One last thing. Throughout this, I have referred to both “pregnant people” and “pregnant women”. It is an imperfect and clumsy solution to the fact that birth is inevitably, intrinsically gendered in the way we construct our cultural ideas around it, and yet I and many others feel more comfortable referring to ourselves in the first category. For me, this is not only a question of gender (an intricate subject in itself that I have dwelt on a lot over the past months) but a philosophical one too: all those who give birth are pregnant people, and it is the removal of this personhood that lies at the root of the failings and inadequacies that come with it. There is a practicality to it: I do not wish anyone, for a single second of my life, to lose sight of the fact that I am a person, nor for anyone to think for a single second that pregnant people are not members of the society we inhabit and build together (as are children, to touch upon another tediously frequent Twitter topic). For a better world, pregnancy needs to be both neutral and widely interesting to all, both those who will and will not experience it - it is not rainbows and flowers, but it does not then need to become a condemnation to horror either, neither a horror constructed by others, nor a horror imposed upon the self. I wish I had known more before my pregnancy, but not necessarily about My Changing Body™; I wish I had known that the lives of pregnant people are intrinsically bound to my own, that there is such an intellectually fascinating wealth of thought out there about pregnancy, and above all that I have an investment as a person in this thing that occurs - as they say - every minute, and differently each time.
Escape womb. (Sorry.)
Disclaimer for BMI obviously being a bullshit indicator of anything.

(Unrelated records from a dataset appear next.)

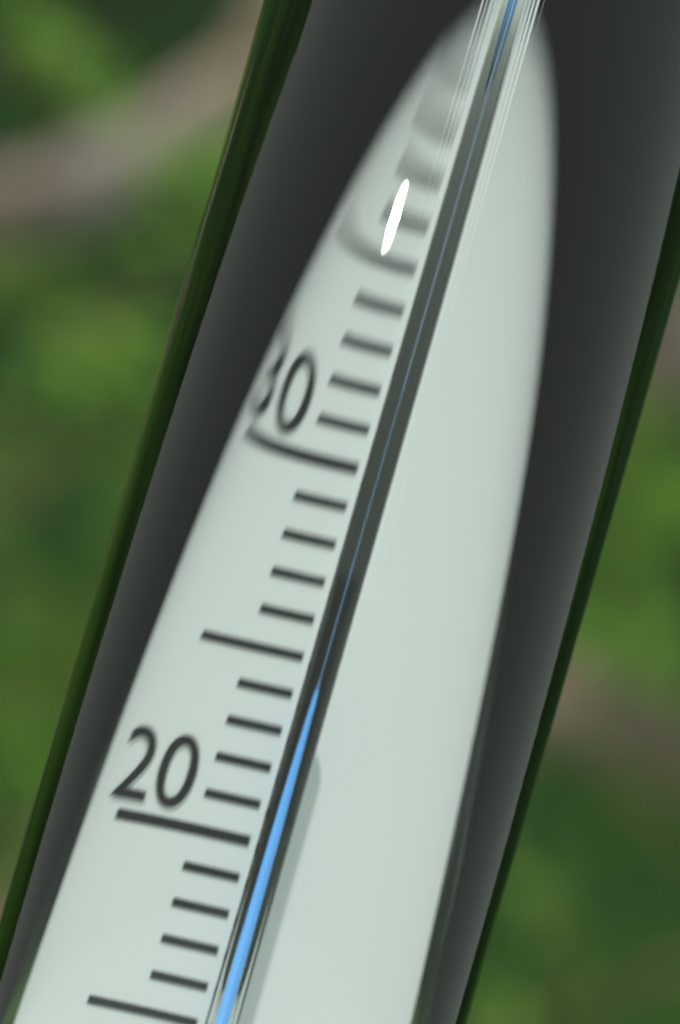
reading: 24 °C
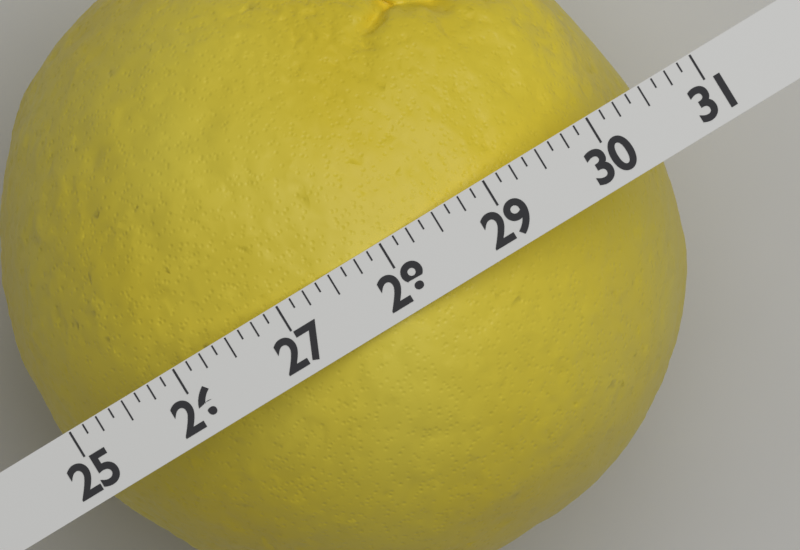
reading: 30.500 (no unit)
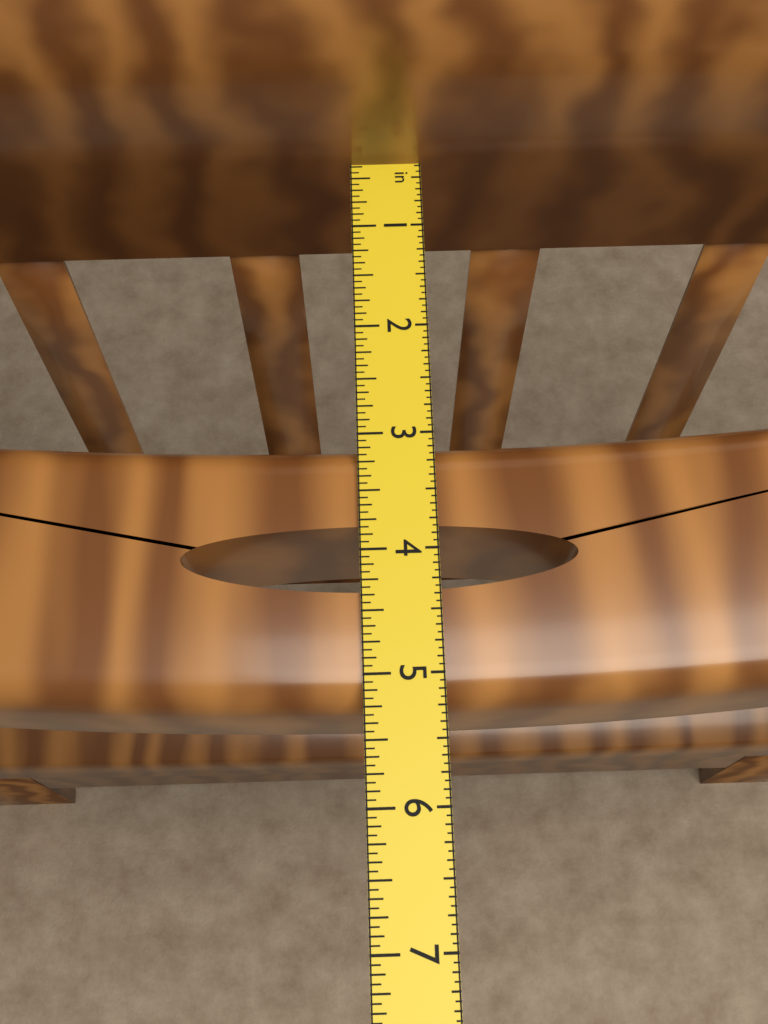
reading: 5.2500 in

A thing that has driven me mad before and during this pregnancy: now I get test results from the hospital on the MyChart app, the raw data is often sent through before a clinician has actually looked at it. Often there are results outlying the ‘normal range’, which send me into a frenzy of panicky googling - until a message flashes up a day or so later: all normal, no concern, or some variant thereof. Raw data tricks us into thinking there is a universal baseline for our bodily formulas, instead of each individual case being highly contextual and specific. We are all different, kumbaya.